Day #8 of the No Social Media Month experiment.
Today’s muse: Beneath the Patchwork Moon giveaway
Against the wall behind the dog are envelopes stuffed with copies of Beneath the Patchwork Moon. Leave a comment if you’d like one (I’ll advertise this widely next week) and I’ll start sending them out after the book is turned in.The grandboy flies home on Tuesday morning so I’ve already accepted that Monday (I’m writing this with my coffee) is most likely going to be a bust on the writing front. Need to enjoy my last day with him (and I did!).

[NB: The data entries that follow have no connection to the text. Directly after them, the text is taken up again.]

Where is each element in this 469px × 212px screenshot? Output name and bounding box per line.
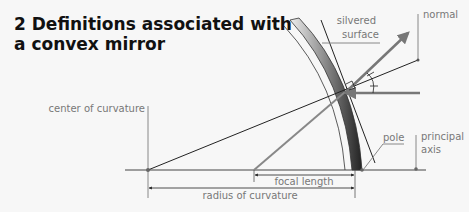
reflected-ray [346, 33, 408, 92]
angle-arc [367, 73, 374, 93]
axis-label: axis [421, 144, 441, 155]
convex-mirror-diagram: silvered surface normal center of curvat… [0, 0, 469, 212]
silvered-label: silvered [337, 15, 376, 26]
center-of-curvature-point [146, 168, 150, 172]
radius-of-curvature-label: radius of curvature [202, 190, 297, 201]
surface-label: surface [342, 29, 379, 40]
pole-label: pole [383, 132, 404, 143]
normal-line [148, 60, 418, 170]
normal-endpoint [417, 59, 420, 62]
focal-ray [254, 92, 345, 170]
center-of-curvature-label: center of curvature [49, 103, 145, 114]
axis-point [414, 167, 418, 171]
normal-label: normal [423, 9, 458, 20]
principal-label: principal [421, 131, 464, 142]
focal-length-label: focal length [274, 176, 333, 187]
pole-point [360, 168, 364, 172]
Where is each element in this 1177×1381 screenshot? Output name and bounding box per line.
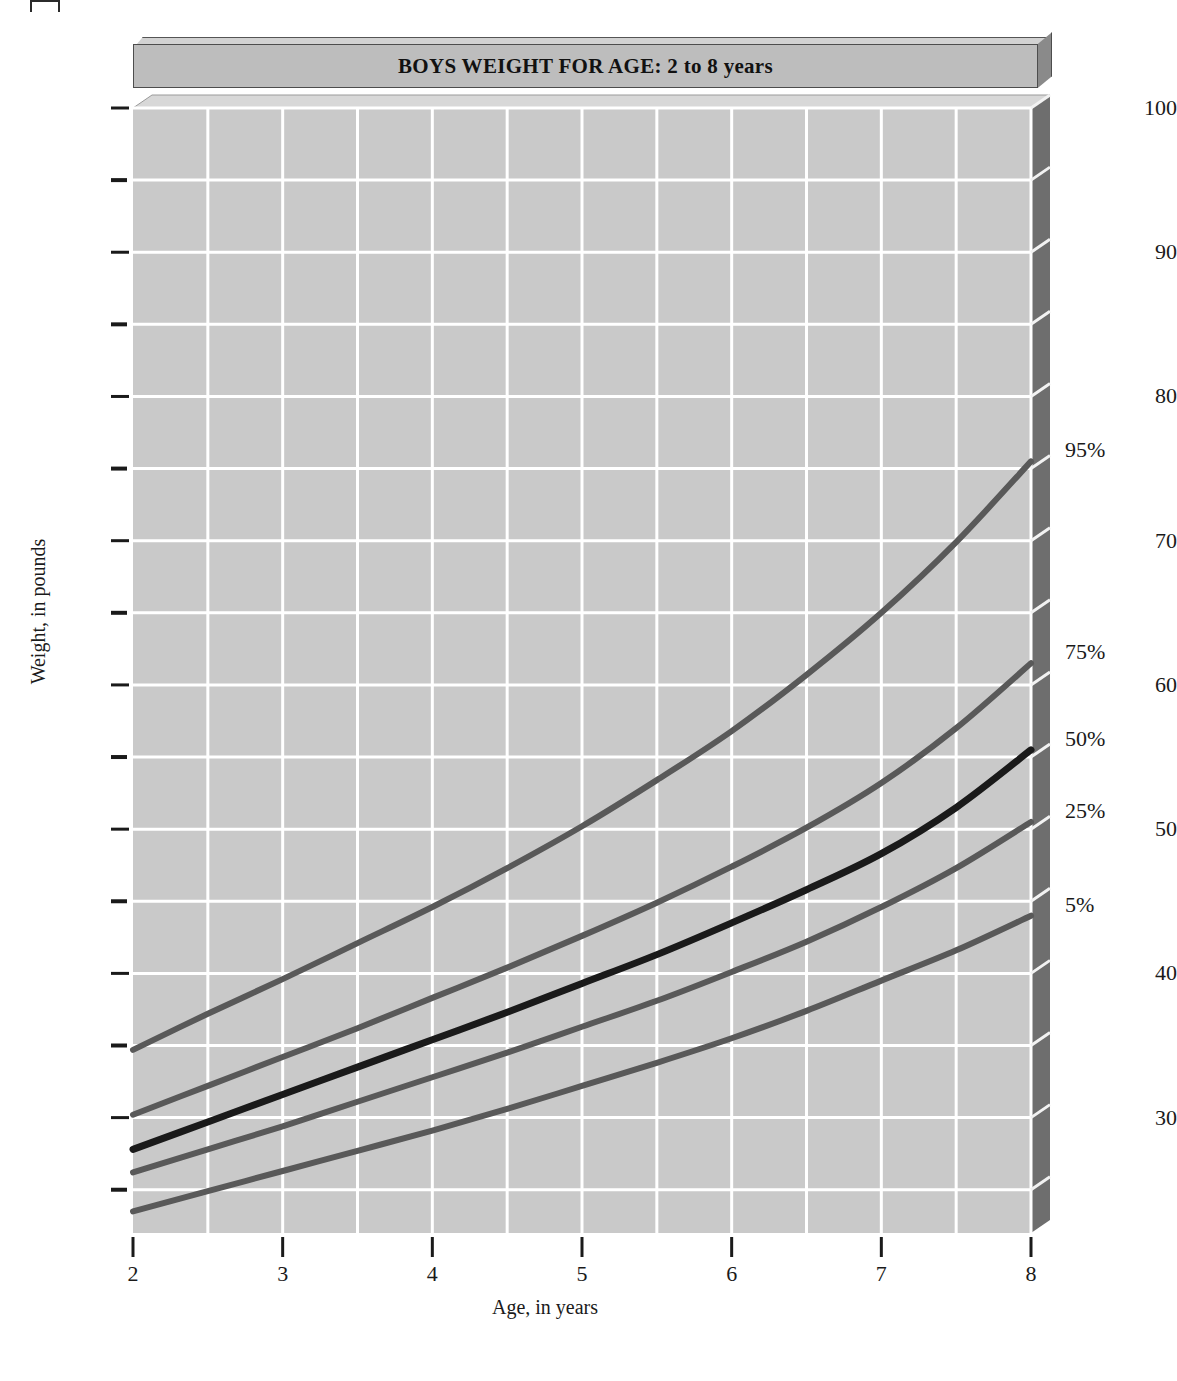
percentile-label-50pct: 50% xyxy=(1065,726,1105,752)
percentile-label-75pct: 75% xyxy=(1065,639,1105,665)
percentile-label-5pct: 5% xyxy=(1065,892,1094,918)
percentile-label-95pct: 95% xyxy=(1065,437,1105,463)
percentile-label-25pct: 25% xyxy=(1065,798,1105,824)
x-axis-title: Age, in years xyxy=(0,1296,1090,1319)
y-axis-title: Weight, in pounds xyxy=(27,512,50,712)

Monday turned out about as I anticipated: 58064. The next seven days are going to be timed writing bursts. Twenty or so minutes at a time I’m going to knock out the rest of this book because THANKS TO THE HUSBAND, I now have the plot/backstory issue that has been plaguing me solved, woot! And he found a way to make it relevant to some events of the last several years, and if I could be more vague, I would, ha! Anyhow, I’m excited to get this book done because I LOVE it. Honestly. I do. Here’s the opening:
Inked script at his nape. Colored sleeves beneath his rolled cuffs. Elaborate artwork in his oxford’s open collar. Her imagination wandered to his back and his chest, to his shoulders. His biceps. His abs. The tattoos were symbolic, not simply cosmetic, and part of the biker culture, leaving her to wonder how important to his life the club had been before he’d walked away.
Tats intrigued her—the creativity, the significance, the commitment—even when the man wearing the ink was her student’s father and off-limits. This particular man also wore, not a beard, but an unkempt scruff framing a devilish smile. His hair was long, pulled back in a disheveled sort of knot. It had her thinking of Heathcliff, tortured and haunted and wild on the moors.
Had her, too, wanting to rescue him.
Hands curled over the edge of her desk at her hips, Brooklyn Harvey looked out at her class of kindergartners. The fifteen five- and six-year-olds sat on the floor in a semicircle, their rapt attention on Callum Drake. Rather than using the full-size chair she’d offered him, he’d lowered his six-foot-plus frame into one of those from the pint-sized collage table. Watching him fold himself to sit had been as breathtaking as watching him walk through the door.